If you, our loyal readers, didn’t already see this one pass through on the news cycle earlier this week, you might want to take a look. The firm ISE (Independent Security Evaluators) has engaged in a second major review of routers, NAS, IoT, and related networking devices targeted at the SOHO and entry-level enterprise market, and found a range of active exploits ranging from minor all the way to root shell access.  Threatpost has a summary of the research paper the ISE team issued, and suffice to say it includes major products from Asus, Buffalo, Lenovo, Netgear, and others.

Major Brands, Major Issues

Here’s a particularly palpitating piece on one of Netgear’s primo products, purportedly pillaged by pusillanimous perfidy per the ISE paper producers:

The NETGEAR Nighthawk X10 R9000 is a high-end flagship router, supporting a variety of traffic management and administrative features. The primary user interface for this device is a web application, but a SOAP-based mobile application is also available. Within either interface, an administrator may manipulate common network settings, view device logs, manage Quality of Service as well as various other settings.





Initial testing of the administrative mobile application revealed that the “X-Forwarded-For” HTTP header is interpreted by the application. This header is commonly used by load balancers to convey a client’s IP address to downstream services, but it can lead to unexpected issues if used improperly. This device appears to interpret the header’s contents as the client’s real IP address, overriding any previous values. This device also appears to whitelist requests from its own IP address, allowing internal use of the API without managing authentication.
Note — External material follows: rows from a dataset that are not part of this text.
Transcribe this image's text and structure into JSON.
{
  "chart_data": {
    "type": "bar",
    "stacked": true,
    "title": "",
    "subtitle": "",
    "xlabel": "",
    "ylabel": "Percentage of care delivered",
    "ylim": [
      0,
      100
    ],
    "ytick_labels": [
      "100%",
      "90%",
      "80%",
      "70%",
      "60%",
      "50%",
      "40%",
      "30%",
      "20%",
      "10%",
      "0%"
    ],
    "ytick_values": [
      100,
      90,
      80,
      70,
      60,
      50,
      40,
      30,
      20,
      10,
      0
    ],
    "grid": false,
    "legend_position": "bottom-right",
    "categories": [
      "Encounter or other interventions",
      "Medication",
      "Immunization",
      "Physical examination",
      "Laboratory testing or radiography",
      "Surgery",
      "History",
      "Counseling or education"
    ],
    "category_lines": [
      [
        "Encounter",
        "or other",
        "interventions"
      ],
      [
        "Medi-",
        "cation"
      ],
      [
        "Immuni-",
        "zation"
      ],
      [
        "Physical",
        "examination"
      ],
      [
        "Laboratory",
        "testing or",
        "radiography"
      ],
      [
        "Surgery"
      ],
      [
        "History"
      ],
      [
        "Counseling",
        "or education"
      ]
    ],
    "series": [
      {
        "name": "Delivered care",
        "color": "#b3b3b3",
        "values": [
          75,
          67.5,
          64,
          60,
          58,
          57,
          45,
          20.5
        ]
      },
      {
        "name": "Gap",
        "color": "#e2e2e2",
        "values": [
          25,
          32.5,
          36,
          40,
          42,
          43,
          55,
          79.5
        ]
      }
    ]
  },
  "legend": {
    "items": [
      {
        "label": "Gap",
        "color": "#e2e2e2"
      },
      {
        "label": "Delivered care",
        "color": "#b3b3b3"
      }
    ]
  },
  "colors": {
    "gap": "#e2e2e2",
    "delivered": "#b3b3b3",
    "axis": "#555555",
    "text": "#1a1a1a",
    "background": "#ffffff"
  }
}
When combined, these two functionalities give an attacker the ability to bypass all authentication checks on the SOAP API.

The ISE product appears to be reasonably well-written papurrr that includes methodology descriptions and code snippets of the exploits, so if you’re a network admin, a security researcher, or just a concerned citizen with a laser printer and 50,000 mp3s to keep secure from that aspiring PenTester next door who likes to harass your home network with a WiFi pineapple, it’s worth a look.